I'm A Smart Bear (Jason Cohen), founder of 2 unicorns, both bootstrapped & funded; bought, sold, and invested in startups. AMA!

I’ve noticed the same. I don’t thing that means there’s no difference in talent between people, however. I do agree that “just hire A players” is too simplistic.

Can the environment massively change a person’s contribution?
Yes, in either direction. A poisonous or process-mired environment can take the best person and render them inoperative if not worse. A great environment can bring out the best in people, and they can perform better than they themselves ever thought possible.

I don’t think that means there’s no difference in people. Rather, there’s innate attributes that intersect the environment. Think of the A player as a strong swimmer, who loves to swim. So when the water is high and rough (tough times), they can swim and survive, and perhaps they even love the challenge, because great people love to exercise their greatness, especially with others who can keep up. When the water is medium-height and calm, they can do whatever. If the water is low (too easy, no challenges), they’re bored. They’ll “survive,” but they want to do more than survive, they want to swim, so they go somewhere else.

Now there are people who can swim but not well. If the water is too high, they don’t make it. If the water is calm, they can survive. These might be B players.

At any given time, a company might have different water levels, even different team to team. It’s possible that one team is in a great, healthy place, with no need for urgency, even doing A+ work. There, a so-called B player might fit in well, and improve just by being surrounded by great people and great process, to learn from or just to not drown in. But another team might be in the chop, and you can’t put just anyone on that team for them to turn it around and not just survive but thrive.

I also believe that some attributes can be changed, and some not. How much of that is built in, and how much of that is will, and how much is whether the environment is supportive and conducive? I don’t know. But I know that when I run into someone 10 or 20 years later, some things are different and some are not.

I also believe in “fit.” That is, it’s possible that a person is a so-called B-player in one position (or company/culture) but an A-player in another. In fact, we all are. I can easily find situations where I’m an A++ and where I’m an F. So I wouldn’t label the human a letter grade overall, but I do think you can say where strengths and gaps are, or where fit would be great or not (even if not with a letter grade). In a sense, you could say this is environmental too, but not because the environment “changed the person” but rather that having “person / environment fit” allows the person’s strengths to shine.

How to get the best work out of people
You get what you expect, and you get what you model.

When your attitude is that the team isn’t working well, and lots of things need to change, that expectation is felt. When your attitude is that this team has all the ingredients of greatness already, and just needs a shift in policies or procedures or letting go of certain constraints or adding some enabling constraints or changing their philosophy or replacing just one “bad apple” person, or…. then that expectation is felt too.

Mostly though I find that modeling is the way.
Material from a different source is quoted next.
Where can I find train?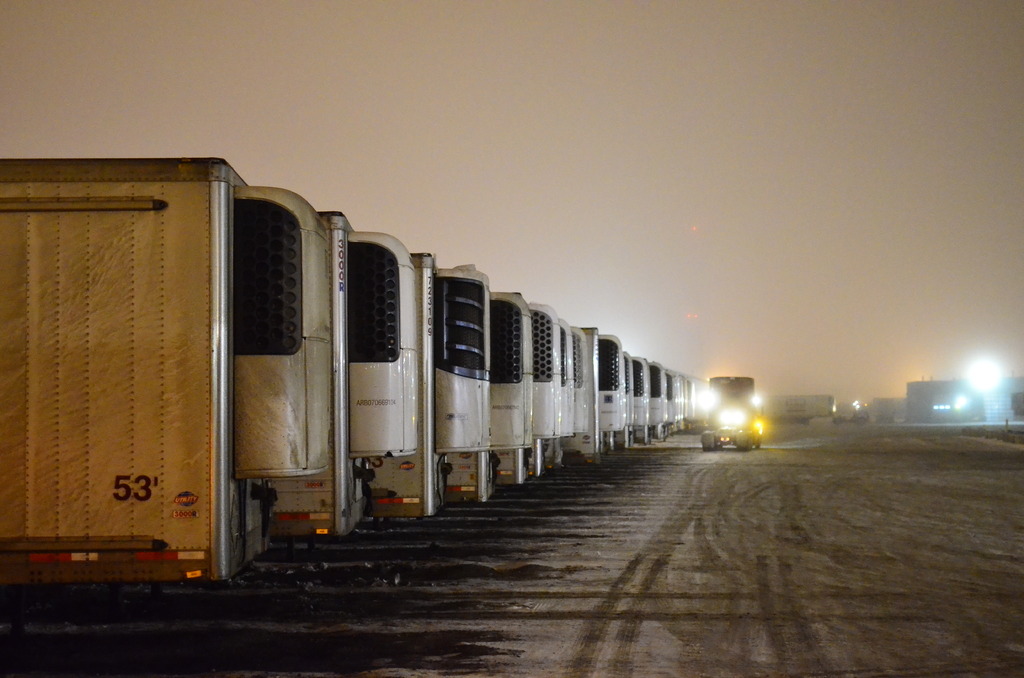
You can find it at l=0, t=159, r=708, b=595.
When I’m engaged all the time, asking questions, poking in Slack, discussing in documents, asking “why not faster” or “what’s another way,” then others do too. Maybe they want to impress me. Maybe they now see that something better is possible. Maybe they’re just inspired by the energy.

Another thing I think is very important to model is honesty, especially about whatever is “bad,” and with a constructive mindset. When I dive in with a team, I specifically look for things that’s “bad” or a “mistake” or “broken” or a “failure” or other words people like to use, and then I call them out, and then explain why this is not a failure at all, but rather this is healthy and the way forward.

Example: If a feature we released doesn’t have usage, I say how great it is that we measure usage, so we can know that and do something about it. I say that all teams make features and sometimes they’re not used — that’s life! We don’t love that obviously, we’d rather that didn’t happen. But there’s no such thing as a team that never makes a feature that isn’t perfect. We’re so good, however, that we’re able to detect that, and then do whatever we want. We might want to kill the feature, or iterate it, or ask more questions of customers, or whatever else. Team decides because the team is in command of the situation. That’s why it’s not a “failure.”

When you can be honest about “bad stuff,” and see that “being in command and trying to be smart and trying to do the right thing and being honest” is actually the expectation, then the team is free. Free to celebrate wins and call out misses and stay in command. That’s fun.

I believe this sort of thing brings the best work out of people.